§ **AIM OF THE EXERCISE**: Print the listing below exactly, images excluded.

== DATA UNDER STUDY

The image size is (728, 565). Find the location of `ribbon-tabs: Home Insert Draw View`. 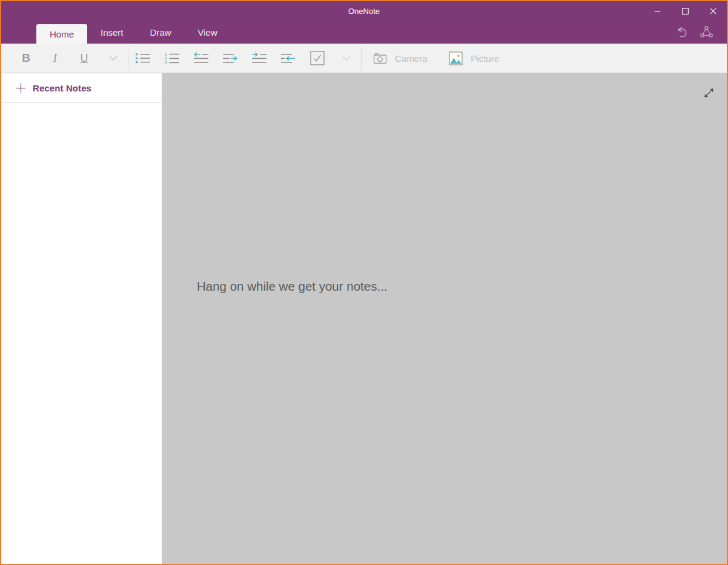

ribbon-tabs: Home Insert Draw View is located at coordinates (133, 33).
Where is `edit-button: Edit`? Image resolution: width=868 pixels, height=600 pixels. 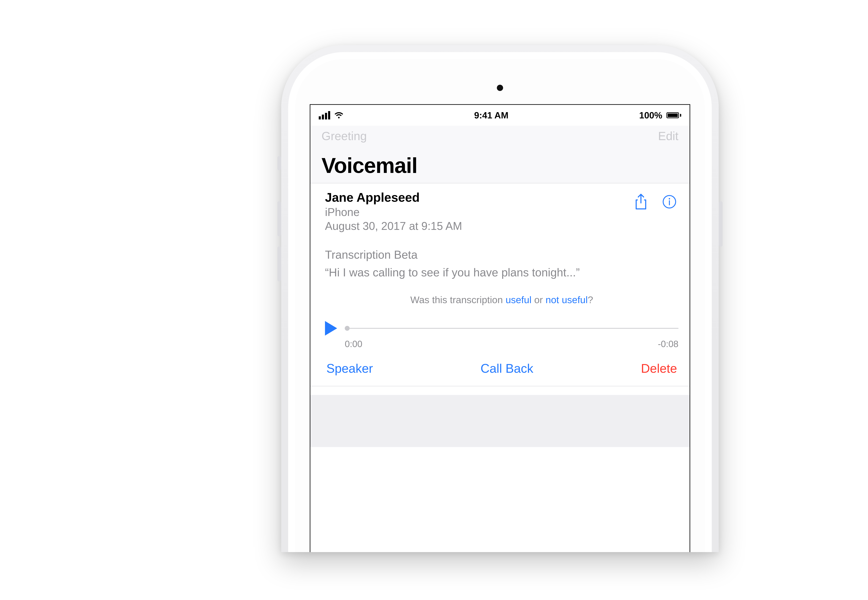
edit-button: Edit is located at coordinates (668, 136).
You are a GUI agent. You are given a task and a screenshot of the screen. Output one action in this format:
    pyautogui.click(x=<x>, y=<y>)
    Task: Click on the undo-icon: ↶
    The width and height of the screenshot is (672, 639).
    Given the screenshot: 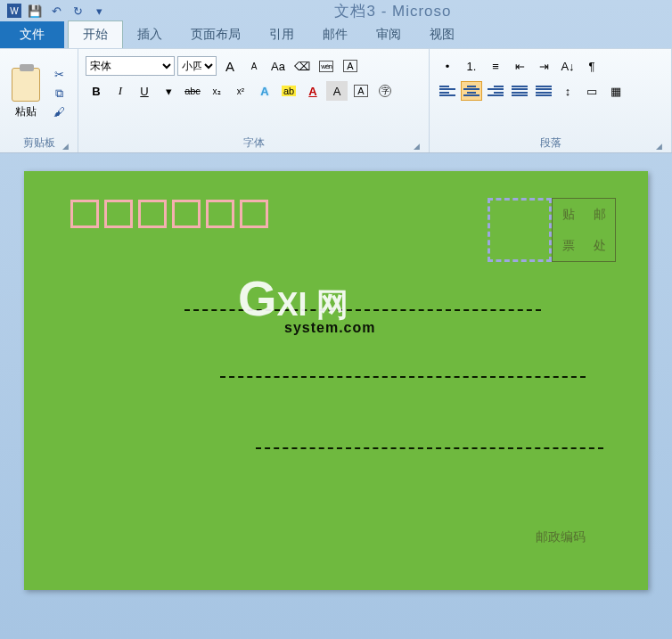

====

§ **WRITTEN ANSWER**:
The image size is (728, 565). Find the location of `ribbon-tabs: Home Insert Draw View`. 

ribbon-tabs: Home Insert Draw View is located at coordinates (133, 33).
Where is `edit-button: Edit`? Image resolution: width=868 pixels, height=600 pixels. 
edit-button: Edit is located at coordinates (668, 136).
You are a GUI agent. You are given a task and a screenshot of the screen. Output one action in this format:
    pyautogui.click(x=<x>, y=<y>)
    Task: Click on the undo-icon: ↶
    The width and height of the screenshot is (672, 639).
    Given the screenshot: 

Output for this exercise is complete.